Heimdall
Background
Heimdall is inspired by the ZeroTrust idea and also by Ory's OAthkeeper. Some experience with the latter and my inability to update it to include the desired functionality and behavior was Heimdall's born hour.
Heimdall's Promise
Heimdall authenticates and authorizes incoming HTTP requests as well as enriches these with further contextual information and finally transforms resulting subject information into a format, required by the upstream services. And all of that can be controlled by each and every backend service individually.
It is supposed to be used either as
- a Reverse Proxy in front of your upstream API or web server that rejects unauthorized requests and forwards authorized ones to your end points, or as
- a Decision API, which integrates with your API Gateway (Kong, NGNIX, Envoy, Traefik, etc) and then acts as a Policy Decision Point.
Beyond the Functionality
Heimdall's main focus points beyond its functionality are:
- Performance - To achieve this, Heimdall makes use of Fiber and does not load or convert data during execution whenever possible. This is also true for reflection use.
- Clear abstractions - To allow extensibility and even replacement components if required, like e.g. of the currently used HTTP engine, and this without any side effects.
- Simplicity - To allow better understanding of code to everybody, who would like to contribute.
Current State
The current implementation is an alpha version. That means it does not solve all the problems heimdall aims to solve. With other words a lot of functionality is missing. In addition, alpha version means, there will be breaking changes. Nevertheless, the code base is stable and pretty good tested. Functionality already supported can be found in Release descriptions. Planned features can be found in the defined Milestones.
If you like to give it a try, checkout out the documentation.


**AIM OF THE EXERCISE**
Which lines of the data contain the string "Image"? Copy every one of them.

╭──

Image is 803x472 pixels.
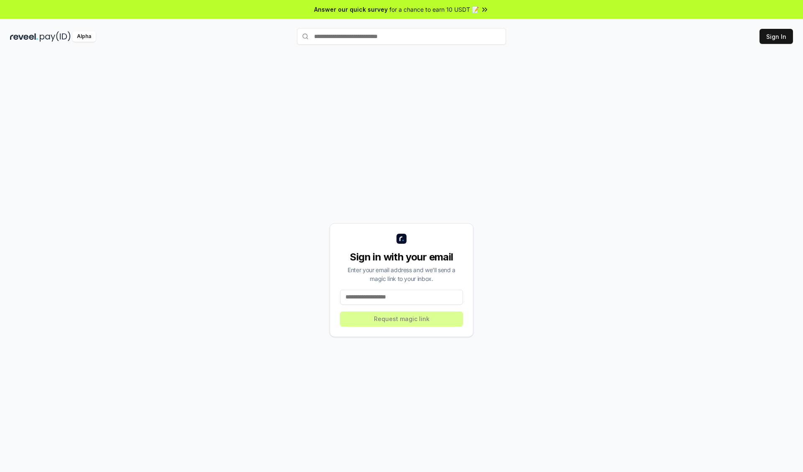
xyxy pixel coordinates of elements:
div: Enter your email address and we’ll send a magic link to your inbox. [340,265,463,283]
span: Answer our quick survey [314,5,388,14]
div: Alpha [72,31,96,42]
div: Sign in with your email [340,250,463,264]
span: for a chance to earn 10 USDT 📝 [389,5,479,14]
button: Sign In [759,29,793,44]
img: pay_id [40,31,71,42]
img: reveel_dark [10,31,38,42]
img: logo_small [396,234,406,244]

╰──
╭──

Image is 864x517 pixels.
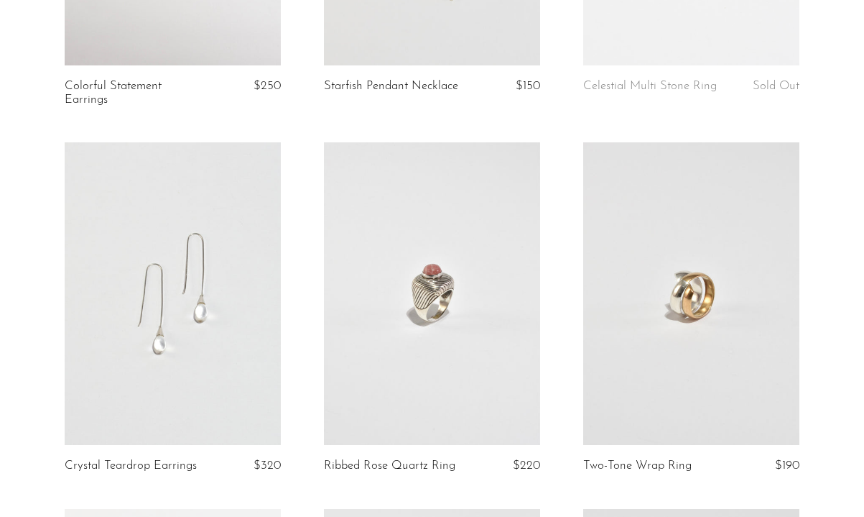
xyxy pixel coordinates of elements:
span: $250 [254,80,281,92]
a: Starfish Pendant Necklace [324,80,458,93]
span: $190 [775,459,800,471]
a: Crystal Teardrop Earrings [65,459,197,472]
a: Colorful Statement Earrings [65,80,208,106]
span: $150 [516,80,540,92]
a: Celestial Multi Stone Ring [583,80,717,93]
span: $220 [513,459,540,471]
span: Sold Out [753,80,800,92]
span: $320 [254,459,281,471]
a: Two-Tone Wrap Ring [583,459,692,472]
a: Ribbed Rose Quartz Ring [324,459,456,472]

╰──

**EXERCISE RESPONSE**
Image is 803x472 pixels.
Image is 864x517 pixels.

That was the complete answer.